‘Life is just one big orgy…’
Lucont opened with: ‘Life is just one big orgy: you are surrounded by pricks, c**ts and a***holes’ – and I could not agree more. My life is not a series of sexcapades, but for those who tire of humans easily, Marcel Lucont is the comedian to see. Lucont was at Warwick Arts Centre for the second time and his show attempted to sophisticate Coventry.
But there is only so much you can take from a French nihilist whose life’s greatest (and base) pleasures are wine, women and smoking. Having first encountered him on Russell Howard’s Good News, his TV appearance just like his UK tour Gallic Symbol is a mission to teach the British about why the French way is the only way. If anything, this self-professed ‘best French comedian in the UK’ is a breath of fresh air to the comedy circuit. The British scene is full of self-deprecation and the occasional American who agrees that our superior wit trumps all. Lucont, on the other hand, opens with a song telling us why he is ‘magnifique’ and proceeds to explain in detail for the next ninety minutes what we are doing wrong.
And he gets away with it.
This is partially because his charisma is based on epitomising the French stereotype of being a polo-neck wearing, wine-swirling, pseudo-philosopher who oozes the bohemian vibe with his bare feet. Indeed, how can we make a joke out of him when he sees nothing wrong with the image we have of the French? He goes from guffawing at our cuisine and fashion – to making insightful statements on why relationships and children constrain our free will. Lucont’s act is composed of erotic poetry; narrations from his unfinished autobiography; a live Twitter Q&A session; and bawdy songs. As much as his lascivious ways made me flinch (especially after an uncomfortable rendition of ‘Continental Breast-fest’), the audience were holding onto every word of the Gospel according to Lucont.
Despite trying not to boost his already inflated ego, I have to confess that he is magnetic. Although some, like the one female audience member who claimed that Lucont was ‘sexier’ than her fiancé of two and a half years – would say he was attractive in the physical sense.

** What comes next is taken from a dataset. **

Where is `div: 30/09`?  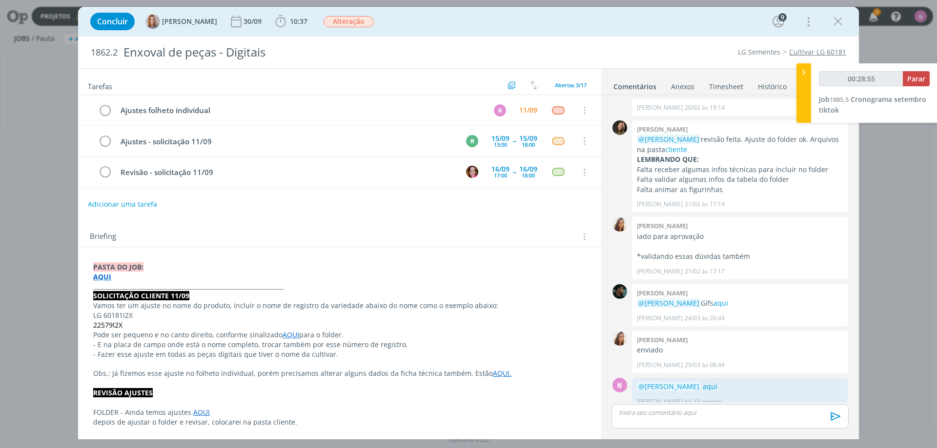 div: 30/09 is located at coordinates (253, 21).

But his magnetism draws from how his accent and annoying pauses to ‘appreciate’ the joke of British wine, adds gravitas to the atomistic mantra he peddles.
But the main reason why Lucont gets away with his British-bashing is not because he is a sexy Gallic symbol. No, the main reason is because, as he rightly states: we paid to. And having done so, I believe that he is the French loveable rogue you must see. He definitely put the Paris in our ‘Paris of the Midlands’ (that’s Coventry, if you didn’t already know). So we were left enriched, and he definitely richer.